São Paulo – Brazil’s fertilizer imports climbed 12.6% from January to November of this year over the same period of 2015, according to data from the National Fertilizer Association (ANDA). In all, 22.3 million tons were bought abroad.
Data from the Secretariat of Foreign Trade (Secex), linked to the Ministry of Industry, Foreign Trade and Services (MDIC), shows that from the Arab world came to Brazil 4.2 million tons of fertilizers in the period. The region stepped up its supply to the Brazilian market in 32.2%, well above the country’s overall import growth.
The data made public by the Ministry shows that the countries that supplied the most fertilizers to Brazilian year-to-date until November were Russia, Canada, United States, Belarus and Morocco. The ranking is based on volume.
Moroccans sold 1.2 million tons of fertilizers to Brazil from January to November, up 35.3% over the same period of 2015. Qatar supplied 1.1 million tons, a decline of 8.2% in the same comparison, and Saudi Arabia sold 640,000 tons, a near three-fold increase.
These three led Arab countries in the amount of fertilizers shipped to the Brazilian market year-to-date until November, but other countries in the regions also sold to Brazil: Bahrain, Oman, Egypt, Kuwait, UAE, Algeria, Tunisia and Jordan.
In November, Brazil imported 2.3 million tons of fertilizers, an increase of 20% over the same month of last year.
Domestic production
The domestic production of fertilizers dropped 1.7% year-to-date until November with 8.2 million tons, and 3.1% over last month with 761,500 tons.
Overall purchases of fertilizers in the Brazilian market totaled 3.2 million tons in November, up 29.2% over the same month of 2015, and 31.4 million of tons in the first eleven months of the year, an increase of 11.4%.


▶ _Your objective_: Scan the listing below for "style", then report every line that has it.

▶ _Data for the task_:
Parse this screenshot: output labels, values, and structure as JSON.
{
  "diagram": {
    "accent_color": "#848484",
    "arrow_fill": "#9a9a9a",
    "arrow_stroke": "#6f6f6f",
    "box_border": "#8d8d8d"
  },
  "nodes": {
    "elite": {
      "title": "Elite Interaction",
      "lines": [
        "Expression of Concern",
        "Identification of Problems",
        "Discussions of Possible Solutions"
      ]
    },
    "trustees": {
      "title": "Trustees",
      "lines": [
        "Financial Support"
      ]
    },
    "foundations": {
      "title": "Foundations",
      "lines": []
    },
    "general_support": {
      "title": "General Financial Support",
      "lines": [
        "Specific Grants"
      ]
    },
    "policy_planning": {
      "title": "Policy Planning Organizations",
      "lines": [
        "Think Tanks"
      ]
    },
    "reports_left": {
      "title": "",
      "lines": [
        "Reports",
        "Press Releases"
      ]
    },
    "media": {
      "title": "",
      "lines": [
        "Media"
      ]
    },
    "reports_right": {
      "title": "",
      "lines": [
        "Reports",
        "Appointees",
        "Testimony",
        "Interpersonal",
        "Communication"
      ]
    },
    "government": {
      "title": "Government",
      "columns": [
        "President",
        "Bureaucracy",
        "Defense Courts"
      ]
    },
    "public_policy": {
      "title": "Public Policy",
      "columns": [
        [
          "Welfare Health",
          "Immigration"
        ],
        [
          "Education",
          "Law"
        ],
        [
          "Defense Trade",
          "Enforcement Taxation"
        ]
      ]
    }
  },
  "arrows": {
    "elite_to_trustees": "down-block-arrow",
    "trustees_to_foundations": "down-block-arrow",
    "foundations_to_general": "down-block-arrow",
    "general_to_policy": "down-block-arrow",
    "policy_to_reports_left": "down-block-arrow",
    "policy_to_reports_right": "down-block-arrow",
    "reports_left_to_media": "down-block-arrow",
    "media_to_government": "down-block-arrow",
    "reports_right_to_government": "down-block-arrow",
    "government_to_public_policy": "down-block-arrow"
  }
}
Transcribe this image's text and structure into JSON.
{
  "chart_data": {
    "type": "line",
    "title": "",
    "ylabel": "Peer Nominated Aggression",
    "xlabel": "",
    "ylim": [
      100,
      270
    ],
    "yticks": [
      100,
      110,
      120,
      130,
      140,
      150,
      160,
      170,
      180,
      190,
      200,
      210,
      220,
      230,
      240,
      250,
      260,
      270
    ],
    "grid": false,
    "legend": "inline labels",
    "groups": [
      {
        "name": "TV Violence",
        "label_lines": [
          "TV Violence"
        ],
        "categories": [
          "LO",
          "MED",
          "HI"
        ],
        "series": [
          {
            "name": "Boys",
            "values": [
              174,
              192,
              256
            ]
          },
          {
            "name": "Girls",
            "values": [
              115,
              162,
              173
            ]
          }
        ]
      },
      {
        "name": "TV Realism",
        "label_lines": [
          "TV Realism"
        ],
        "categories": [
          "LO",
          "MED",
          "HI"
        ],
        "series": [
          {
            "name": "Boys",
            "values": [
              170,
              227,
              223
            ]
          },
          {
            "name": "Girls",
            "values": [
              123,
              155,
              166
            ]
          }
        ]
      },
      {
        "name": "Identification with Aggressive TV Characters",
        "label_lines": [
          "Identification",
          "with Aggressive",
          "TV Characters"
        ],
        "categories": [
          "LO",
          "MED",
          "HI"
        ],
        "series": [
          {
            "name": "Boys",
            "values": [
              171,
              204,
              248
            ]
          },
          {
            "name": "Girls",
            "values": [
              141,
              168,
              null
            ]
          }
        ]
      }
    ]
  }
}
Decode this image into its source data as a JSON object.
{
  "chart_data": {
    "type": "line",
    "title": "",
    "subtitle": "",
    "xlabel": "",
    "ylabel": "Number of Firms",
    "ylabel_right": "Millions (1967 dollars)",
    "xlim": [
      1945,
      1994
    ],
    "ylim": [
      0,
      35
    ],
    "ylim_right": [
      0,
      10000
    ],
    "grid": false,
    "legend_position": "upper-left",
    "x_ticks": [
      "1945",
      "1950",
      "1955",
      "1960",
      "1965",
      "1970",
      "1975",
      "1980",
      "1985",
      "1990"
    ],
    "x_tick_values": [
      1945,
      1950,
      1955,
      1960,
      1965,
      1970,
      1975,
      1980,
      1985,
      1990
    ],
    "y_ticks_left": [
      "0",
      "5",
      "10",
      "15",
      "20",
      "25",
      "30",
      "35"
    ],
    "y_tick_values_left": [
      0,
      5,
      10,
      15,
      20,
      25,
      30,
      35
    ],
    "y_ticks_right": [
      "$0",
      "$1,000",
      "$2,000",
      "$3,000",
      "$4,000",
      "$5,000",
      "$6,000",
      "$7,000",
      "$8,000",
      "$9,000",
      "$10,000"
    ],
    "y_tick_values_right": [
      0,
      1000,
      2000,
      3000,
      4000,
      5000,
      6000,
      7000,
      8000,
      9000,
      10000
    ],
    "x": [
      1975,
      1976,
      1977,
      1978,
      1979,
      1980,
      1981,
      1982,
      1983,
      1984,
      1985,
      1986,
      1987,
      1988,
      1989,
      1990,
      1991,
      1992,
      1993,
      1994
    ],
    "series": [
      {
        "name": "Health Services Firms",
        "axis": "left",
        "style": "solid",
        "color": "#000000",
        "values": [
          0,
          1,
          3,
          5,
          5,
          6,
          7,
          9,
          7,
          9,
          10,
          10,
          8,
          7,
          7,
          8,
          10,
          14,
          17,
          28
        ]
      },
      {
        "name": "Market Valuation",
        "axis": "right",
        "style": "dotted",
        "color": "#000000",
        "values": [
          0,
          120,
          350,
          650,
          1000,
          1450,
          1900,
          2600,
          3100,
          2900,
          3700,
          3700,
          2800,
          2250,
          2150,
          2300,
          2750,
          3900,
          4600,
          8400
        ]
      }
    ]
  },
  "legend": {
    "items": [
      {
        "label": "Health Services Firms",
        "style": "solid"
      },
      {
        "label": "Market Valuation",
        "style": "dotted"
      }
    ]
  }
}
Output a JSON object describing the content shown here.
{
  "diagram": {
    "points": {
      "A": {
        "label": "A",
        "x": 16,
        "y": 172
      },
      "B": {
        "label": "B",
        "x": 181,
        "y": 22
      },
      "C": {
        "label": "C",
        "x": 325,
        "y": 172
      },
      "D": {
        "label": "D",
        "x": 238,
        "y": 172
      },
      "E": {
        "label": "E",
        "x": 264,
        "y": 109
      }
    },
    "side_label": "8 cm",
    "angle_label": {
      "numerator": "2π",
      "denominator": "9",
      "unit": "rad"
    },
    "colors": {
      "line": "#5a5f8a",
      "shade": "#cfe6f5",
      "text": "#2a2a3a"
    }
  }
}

* * *

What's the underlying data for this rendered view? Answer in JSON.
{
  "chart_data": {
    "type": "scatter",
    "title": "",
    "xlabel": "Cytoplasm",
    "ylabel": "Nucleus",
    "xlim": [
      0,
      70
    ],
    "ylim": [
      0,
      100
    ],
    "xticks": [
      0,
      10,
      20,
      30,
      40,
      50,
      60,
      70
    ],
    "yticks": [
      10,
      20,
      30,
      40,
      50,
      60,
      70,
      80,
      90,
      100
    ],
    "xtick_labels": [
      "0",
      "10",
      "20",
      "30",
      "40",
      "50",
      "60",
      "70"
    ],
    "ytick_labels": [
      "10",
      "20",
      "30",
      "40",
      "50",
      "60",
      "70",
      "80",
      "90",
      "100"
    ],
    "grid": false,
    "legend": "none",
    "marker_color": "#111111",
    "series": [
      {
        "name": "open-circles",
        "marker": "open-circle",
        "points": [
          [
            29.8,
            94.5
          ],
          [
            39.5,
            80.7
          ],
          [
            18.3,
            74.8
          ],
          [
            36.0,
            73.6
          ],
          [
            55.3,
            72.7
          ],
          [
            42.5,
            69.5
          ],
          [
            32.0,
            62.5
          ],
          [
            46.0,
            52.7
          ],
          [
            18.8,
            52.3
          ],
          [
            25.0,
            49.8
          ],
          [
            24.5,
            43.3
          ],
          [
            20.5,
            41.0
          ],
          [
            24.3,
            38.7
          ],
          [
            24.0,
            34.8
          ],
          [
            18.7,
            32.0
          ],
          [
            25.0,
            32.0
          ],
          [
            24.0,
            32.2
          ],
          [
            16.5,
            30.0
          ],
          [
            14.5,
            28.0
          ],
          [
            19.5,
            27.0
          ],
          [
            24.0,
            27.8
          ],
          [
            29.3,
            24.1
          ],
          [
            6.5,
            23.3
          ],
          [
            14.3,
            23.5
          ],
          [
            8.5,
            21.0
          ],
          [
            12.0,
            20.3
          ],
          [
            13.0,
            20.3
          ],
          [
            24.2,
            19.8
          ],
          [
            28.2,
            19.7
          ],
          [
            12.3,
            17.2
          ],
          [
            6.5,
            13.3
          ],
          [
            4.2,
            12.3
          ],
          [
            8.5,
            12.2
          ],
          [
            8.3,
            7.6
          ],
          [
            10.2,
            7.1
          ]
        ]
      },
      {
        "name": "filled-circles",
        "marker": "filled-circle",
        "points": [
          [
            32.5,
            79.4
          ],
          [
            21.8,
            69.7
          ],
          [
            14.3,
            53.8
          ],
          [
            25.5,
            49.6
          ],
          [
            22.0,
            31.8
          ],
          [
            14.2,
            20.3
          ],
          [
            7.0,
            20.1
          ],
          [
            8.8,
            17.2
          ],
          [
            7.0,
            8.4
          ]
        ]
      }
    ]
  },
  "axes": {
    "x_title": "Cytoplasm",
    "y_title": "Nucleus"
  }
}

▶ _Written reply_:
        "style": "solid",
        "style": "dotted",
        "style": "solid"
        "style": "dotted"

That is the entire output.